As a child it felt so good
To watch the gladiolas grow
And know that it was my own plot
And no one could touch it.
With each passing year
The gardens grow with us,
And continue to bloom
And share their beauty.
Now we are in our garden
We feel alive and free
There is life there;
The growing never stops.
It gives us hope and life.


...AS HE NEARED 70, Frank began to reflect on things left undone. He wanted to visit his birthplace, which he had not seen since 1953.
...If I can get on Nova Scotia soil one more time, he thought, then I will be at peace.
...Forty-four years had passed since he left Canada — 44 years without a letter or a phone call, no contact whatsoever with his mother and half-sister. For all he knew, Edna and Snookie were dead — and if they were alive, they almost certainly had no knowledge of him. Baby Francis had disappeared, taking with him a terrible family secret. It would follow him to his grave, or so perhaps these Beazleys of Halifax believed.
...Frank wanted to find his family.
...He did not have the money to underwrite a professional search, so he obtained a copy of a Halifax phone directory. Forty-six Beazleys were listed. Frank sent letters to a fourth of them seeking information about his relatives. He wrote that his maternal grandmother, presumably dead by now, was named Nellie Beazley — and that one of her children, Edna, had married a man named Lawrence Moffatt who was killed in the Second World War. The Moffatts had one child, Helen, nicknamed Snookie. She would be in her late 50s, if she were alive.
...No one replied to Frank’s letters. He sent a second batch.
...This time, he received a response.
...The Beazley who wrote back was a young Halifax resident who had researched Beazley history back to the family’s roots in medieval England. Until Frank’s letter, he knew nothing of Frank, Edna’s illegitimate child. He knew little about Frank’s grandmother and mother, but he agreed to meet Frank when he arrived in Nova Scotia. Perhaps he would have more to offer by then.
...Meanwhile, Frank had been trying to locate his childhood records. Here, too, he faced intimidating odds.
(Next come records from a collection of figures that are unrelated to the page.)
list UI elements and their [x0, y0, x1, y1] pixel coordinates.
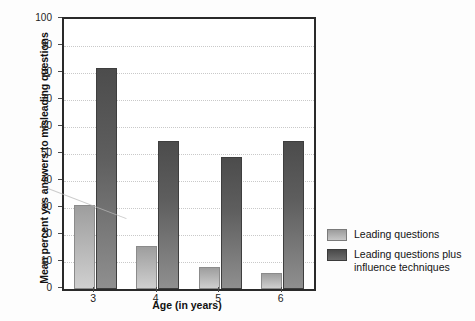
bar-leading-questions-age-3: [74, 205, 95, 289]
bar-leading-questions-plus-influence-techniques-age-4: [158, 141, 179, 290]
y-axis-tick-labels: 0102030405060708090100: [14, 17, 58, 287]
plot-inner: [64, 19, 314, 289]
legend-swatch-dark: [327, 249, 347, 261]
x-axis-tick-label: 4: [136, 292, 176, 304]
legend-item: Leading questions plus influence techniq…: [327, 248, 473, 273]
plot-area: [62, 17, 316, 291]
y-axis-tick-label: 30: [12, 201, 52, 212]
x-axis-tick-label: 3: [73, 292, 113, 304]
y-axis-tick-mark: [58, 233, 62, 234]
legend-swatch-light: [327, 229, 347, 241]
bar-leading-questions-age-6: [261, 273, 282, 289]
y-axis-tick-mark: [58, 71, 62, 72]
y-axis-tick-mark: [58, 287, 62, 288]
y-axis-tick-mark: [58, 44, 62, 45]
y-axis-tick-label: 90: [12, 39, 52, 50]
gridline: [64, 46, 314, 47]
chart-legend: Leading questions Leading questions plus…: [327, 228, 473, 280]
x-axis-tick-label: 5: [198, 292, 238, 304]
y-axis-tick-label: 70: [12, 93, 52, 104]
y-axis-tick-mark: [58, 98, 62, 99]
y-axis-tick-mark: [58, 152, 62, 153]
bar-leading-questions-plus-influence-techniques-age-3: [96, 68, 117, 289]
y-axis-tick-mark: [58, 125, 62, 126]
y-axis-tick-label: 60: [12, 120, 52, 131]
y-axis-tick-mark: [58, 179, 62, 180]
y-axis-tick-mark: [58, 206, 62, 207]
y-axis-tick-label: 100: [12, 12, 52, 23]
y-axis-tick-label: 50: [12, 147, 52, 158]
chart-figure: Mean percent yes answers to misleading q…: [0, 0, 475, 321]
bar-leading-questions-age-5: [199, 267, 220, 289]
y-axis-tick-label: 0: [12, 282, 52, 293]
legend-item: Leading questions: [327, 228, 473, 241]
y-axis-tick-label: 20: [12, 228, 52, 239]
legend-label: Leading questions plus influence techniq…: [354, 248, 473, 273]
bar-leading-questions-age-4: [136, 246, 157, 289]
bar-leading-questions-plus-influence-techniques-age-5: [221, 157, 242, 289]
y-axis-tick-label: 80: [12, 66, 52, 77]
legend-label: Leading questions: [354, 228, 439, 241]
y-axis-tick-mark: [58, 17, 62, 18]
y-axis-tick-mark: [58, 260, 62, 261]
y-axis-tick-label: 10: [12, 255, 52, 266]
y-axis-tick-label: 40: [12, 174, 52, 185]
x-axis-tick-label: 6: [261, 292, 301, 304]
bar-leading-questions-plus-influence-techniques-age-6: [283, 141, 304, 290]
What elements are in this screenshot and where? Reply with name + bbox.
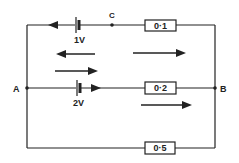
battery-2v-label: 2V <box>73 98 84 108</box>
resistor-0-2-label: 0·2 <box>154 83 167 93</box>
resistor-0-1-label: 0·1 <box>154 21 167 31</box>
node-a-label: A <box>13 84 20 94</box>
current-arrow-right-mid-icon <box>55 67 98 75</box>
current-arrow-left-icon <box>56 50 95 58</box>
battery-2v-icon <box>77 80 80 96</box>
node-c-label: C <box>109 11 115 20</box>
node-a <box>25 86 29 90</box>
arrowhead-left-icon <box>48 21 58 29</box>
arrowhead-right-icon <box>91 84 101 92</box>
circuit-diagram: 1V C 0·1 A 2V 0·2 B 0·5 <box>0 0 239 163</box>
battery-1v-label: 1V <box>74 35 85 45</box>
current-arrow-right-top-icon <box>133 49 186 57</box>
resistor-0-5-label: 0·5 <box>153 143 166 153</box>
node-b <box>213 86 217 90</box>
current-arrow-right-bottom-icon <box>141 101 192 109</box>
node-c <box>110 23 114 27</box>
node-b-label: B <box>220 84 227 94</box>
battery-1v-icon <box>76 17 79 33</box>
...St. Joseph’s Orphanage, where he lived from age 5 to 12, had been torn down, and the nuns who had run it no longer had the records. Nor did they have records from the Home of the Guardian Angel, where Frank lived from 11 days after birth until he was 5. The records might have been shipped to a social service agency or the archdiocese. Strict privacy laws frustrated inquiries, and staff shortages slowed hunts through dusty archives. Assisted by Zambarano psychologist Barbara Waterman, Frank over the course of several months contacted numerous agencies and bureaucrats. None had what he sought.
...By the spring of 1998, a fundraising campaign organized by friends brought Frank almost $6,000, enabling him to hire a nurse and pay for a community friend to accompany him to Nova Scotia. A travel agent made arrangements for them to fly from Boston to Halifax. They would stay seven days.
...A week before the trip, a social worker called Waterman. She had found the records.